Using money from the state's Legacy fund, the Duluth-based Arrowhead Regional Arts Council provided the Players with a $4,000 grant in 2011 "to produce the Summer Solstice outdoor puppet pageant on June 29, 2011."
It turns out that not everyone was happy with the Players' mid-summer festival last year. Bill Hanna, the Executive Editor of the Mesabi Daily News (located in the heart of the state's iron mining region), wrote an editorial in his paper on September 4, 2011, objecting to the anti-mining content of the Players' production, writing,
"The program for the play leaves no question of its viewpoint. Ducks are shown walking around wetlands with signs that read “Quack,” while mining officials are depicted as foxes extracting minerals for profit from the ducks’ water home."
In case the audience didn't get the message from the papier-mâché, Hanna notes that the written program notes spelled it out,
“The proposed sulfide mining in both the Boundary Waters and St. Louis River watersheds is a serious threat to our northern Minnesota ecosystem and culture."
Hanna's specific objection to the production is that it was staged at a facility, the North House Folk School, which is subsidized by iron-mining royalties through the state agency Iron Range Resources and Rehabilitation Board (IRRRB). Hanna documents $59,500 in IRRRB grants to the School, including money for improvements to the outdoor space where the Players performed their 2011 show. Indeed, it was reported that IRRRB board members were not amused by the turn of events.
A follow-up September 10, 2011 opinion piece in the Daily News makes a good point,
"If the Good Harbor Hill Players who put on the Solstice Puppet Pageant and the North House Folk School folks who knew of the play’s content in advance of its presentation are so repulsed by mining, then they should have the Sierra Club or some other anti-jobs-from-mining preservationist group write a check for the school’s capital improvements."
No doubt, the Players have a right to say whatever they want about mining or any other subject. But do we have an obligation as taxpayers to pay for such overtly political content and the site on which it is performed?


- _Your instructions_: Only the lines from the line containing "Map clothing region." to the end of the material belong in the copy; set them down exactly, without pictures.

- _Records supplied_:
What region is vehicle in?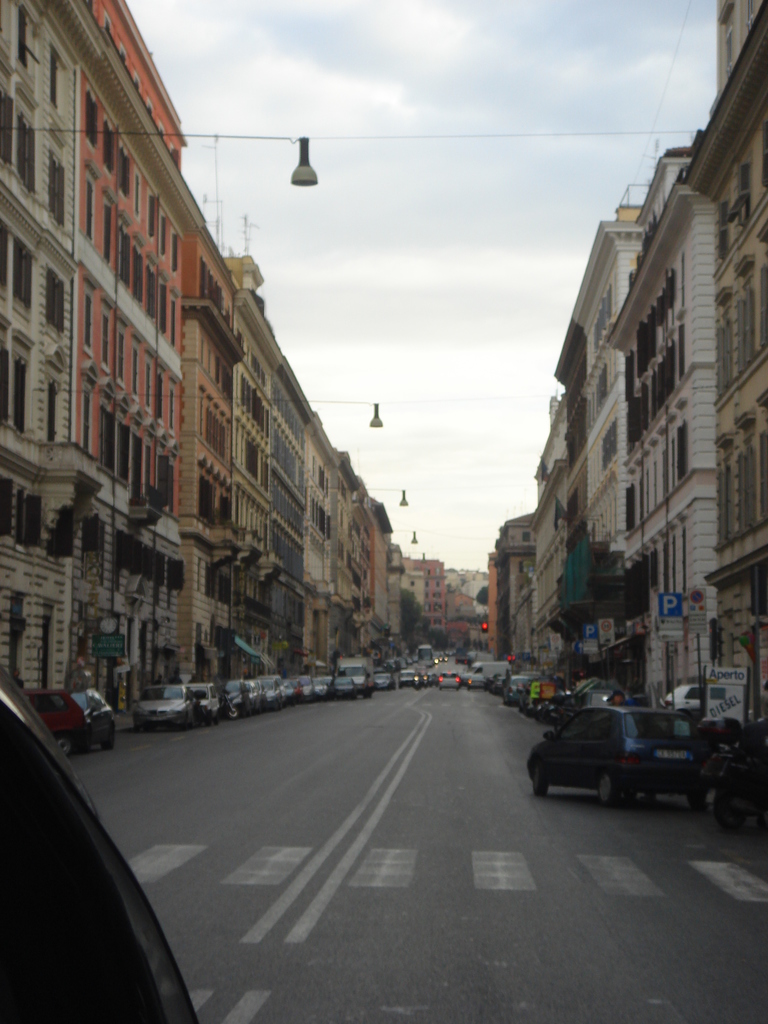
box=[422, 671, 426, 689].
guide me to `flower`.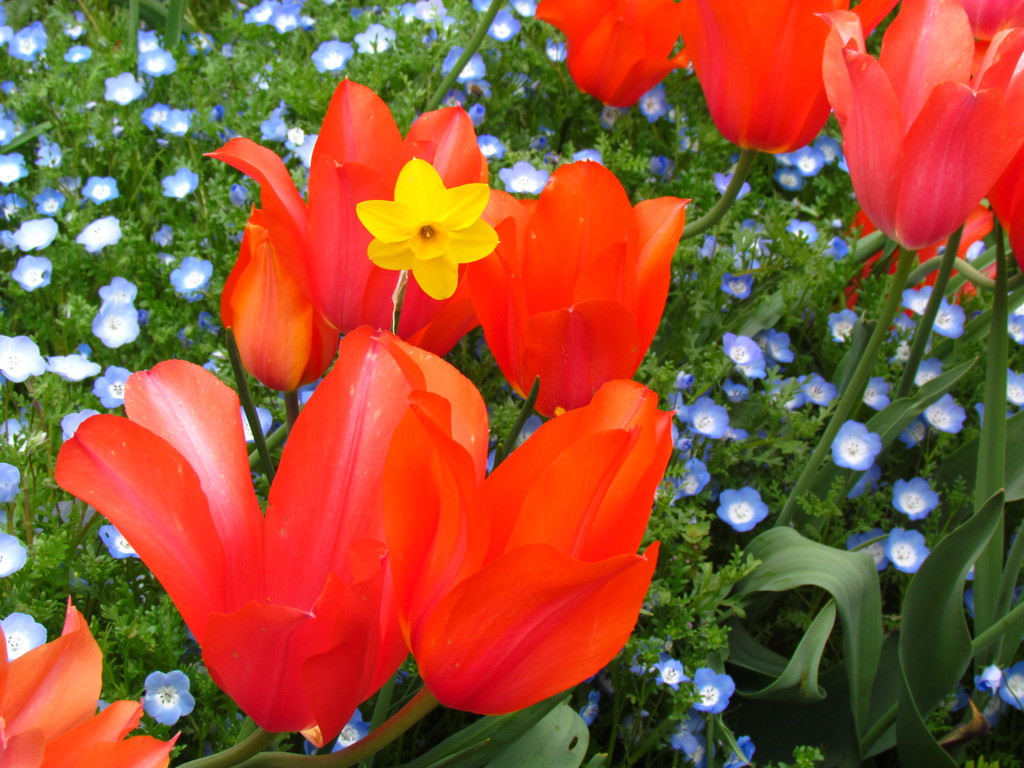
Guidance: rect(829, 307, 856, 344).
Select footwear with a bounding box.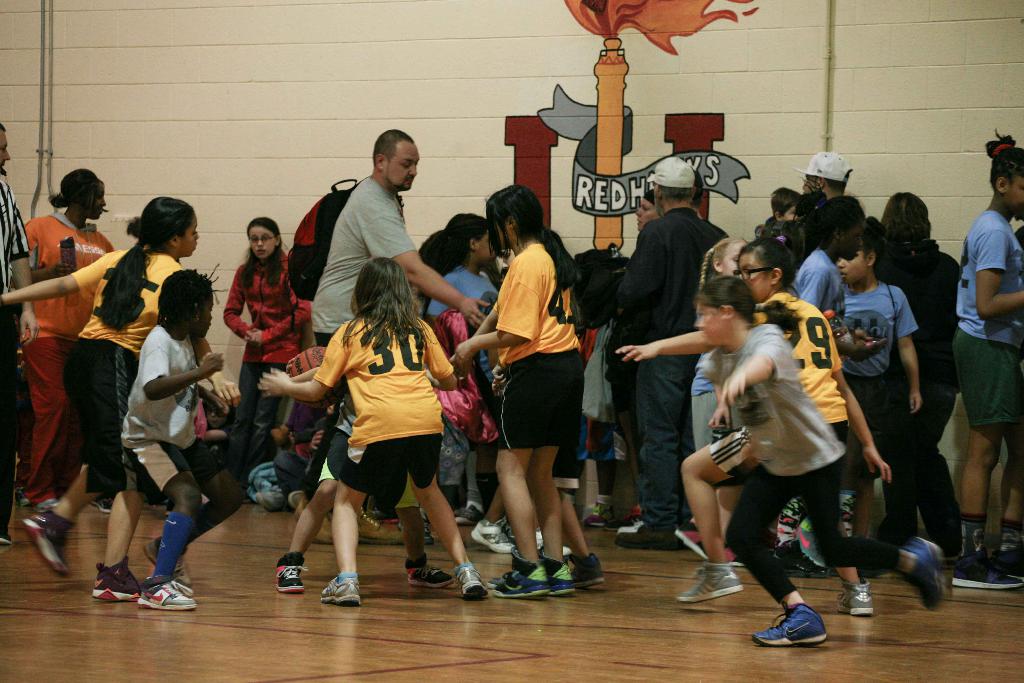
box(90, 495, 111, 515).
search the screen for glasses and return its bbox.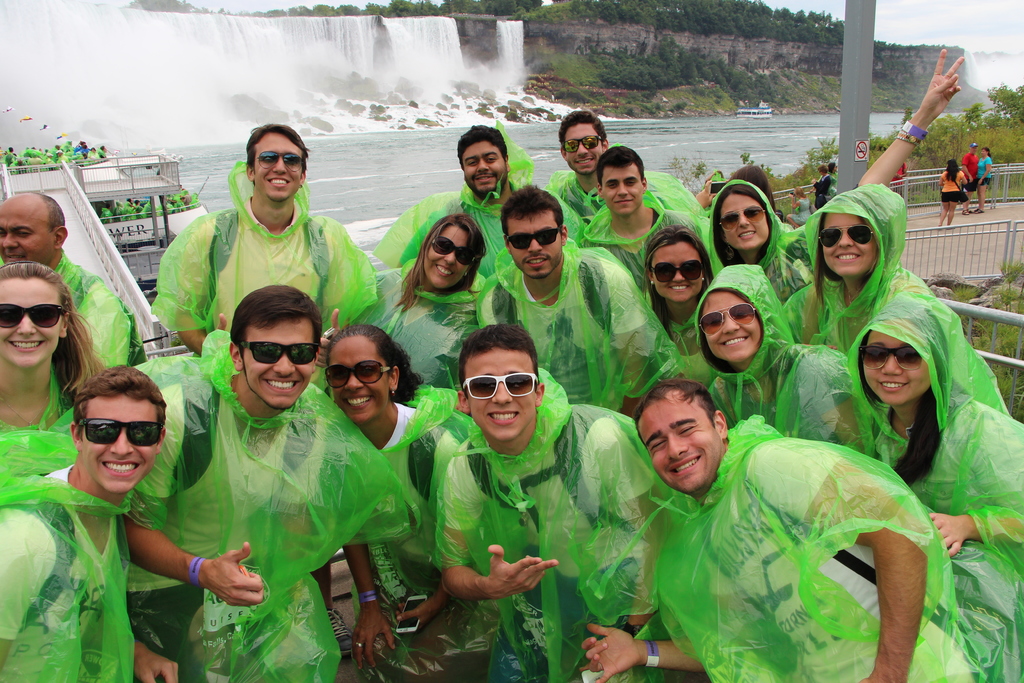
Found: x1=426, y1=234, x2=481, y2=270.
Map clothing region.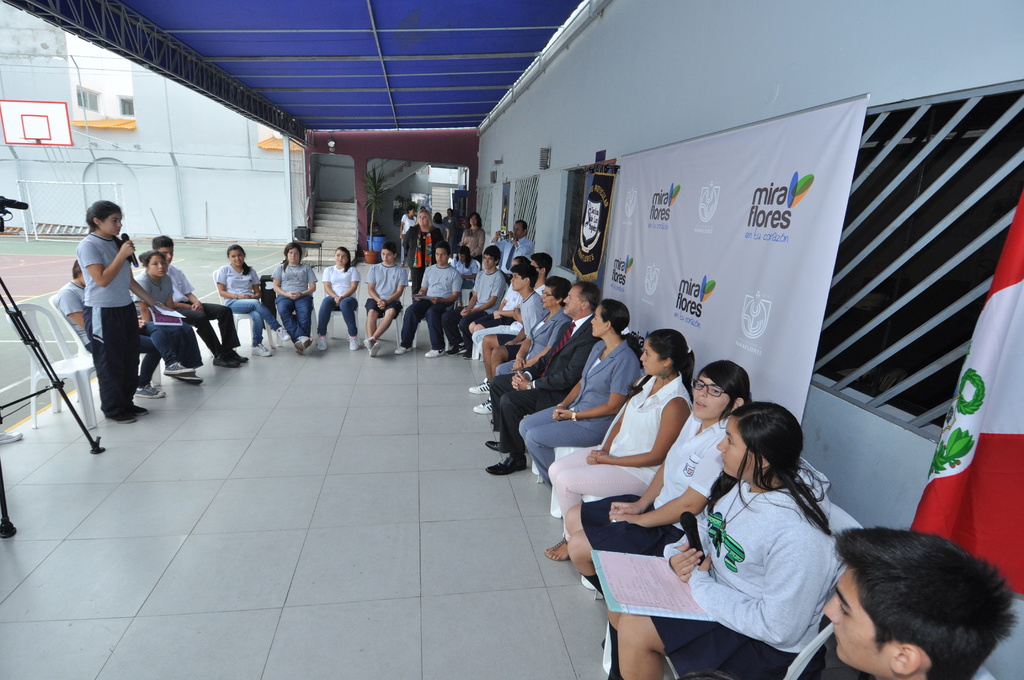
Mapped to [left=368, top=254, right=404, bottom=321].
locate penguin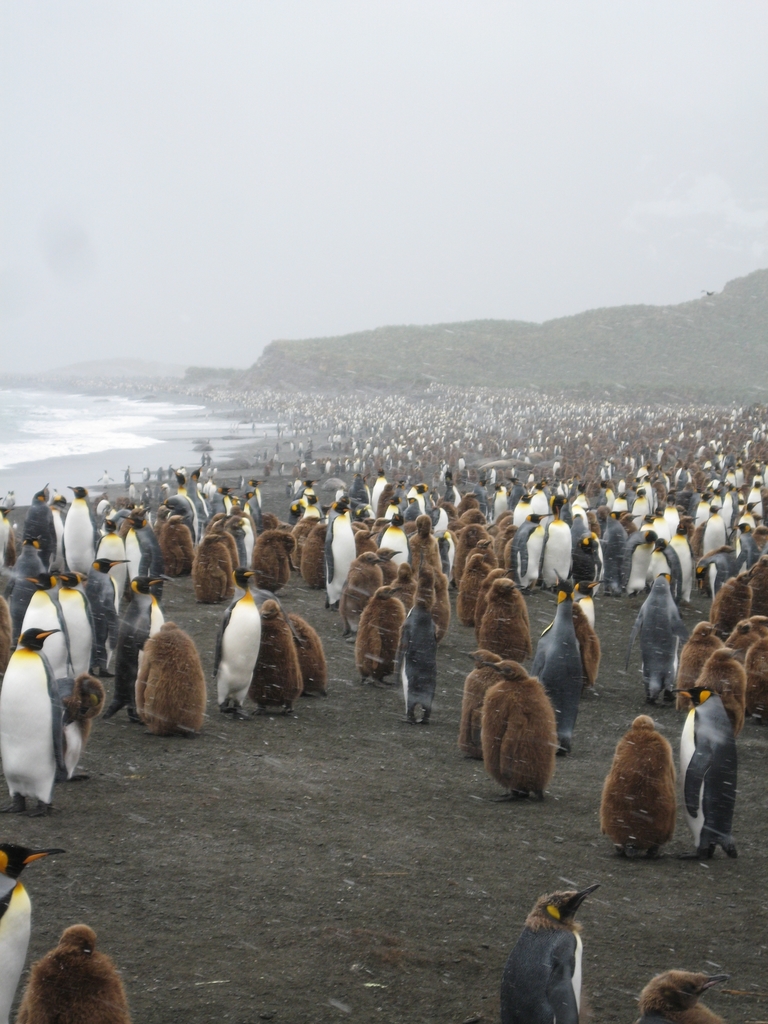
[x1=567, y1=589, x2=595, y2=637]
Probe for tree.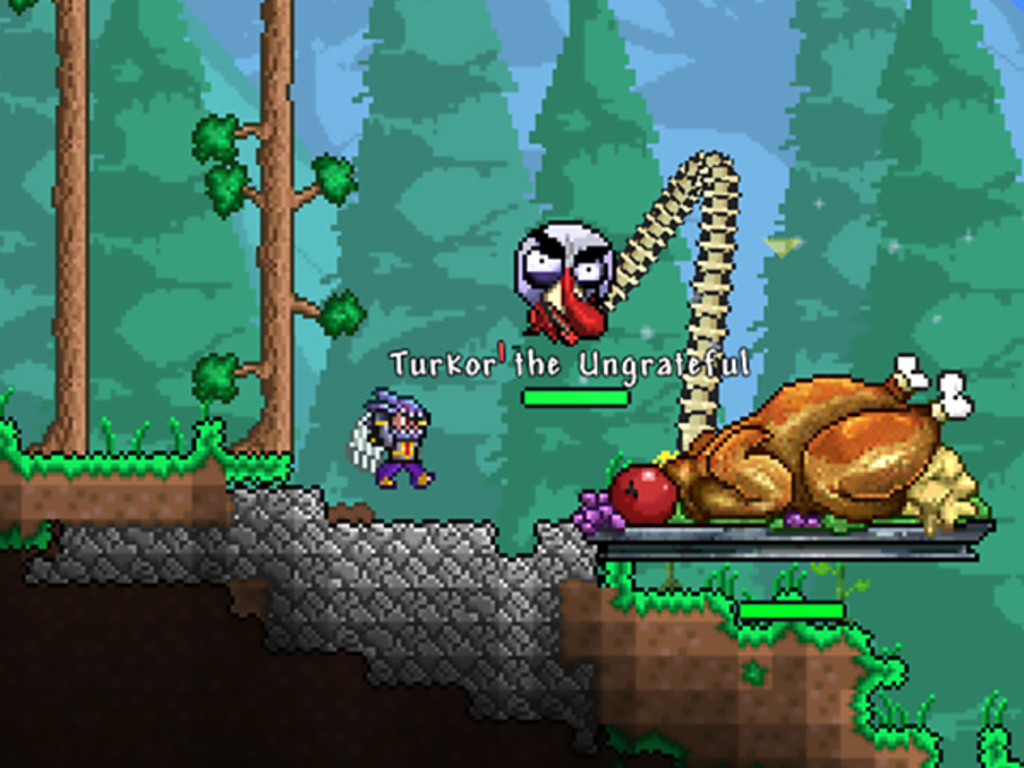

- _Expected output_:
Map clothing region.
Mapped to [left=368, top=254, right=404, bottom=321].
locate penguin
[x1=567, y1=589, x2=595, y2=637]
Probe for tree.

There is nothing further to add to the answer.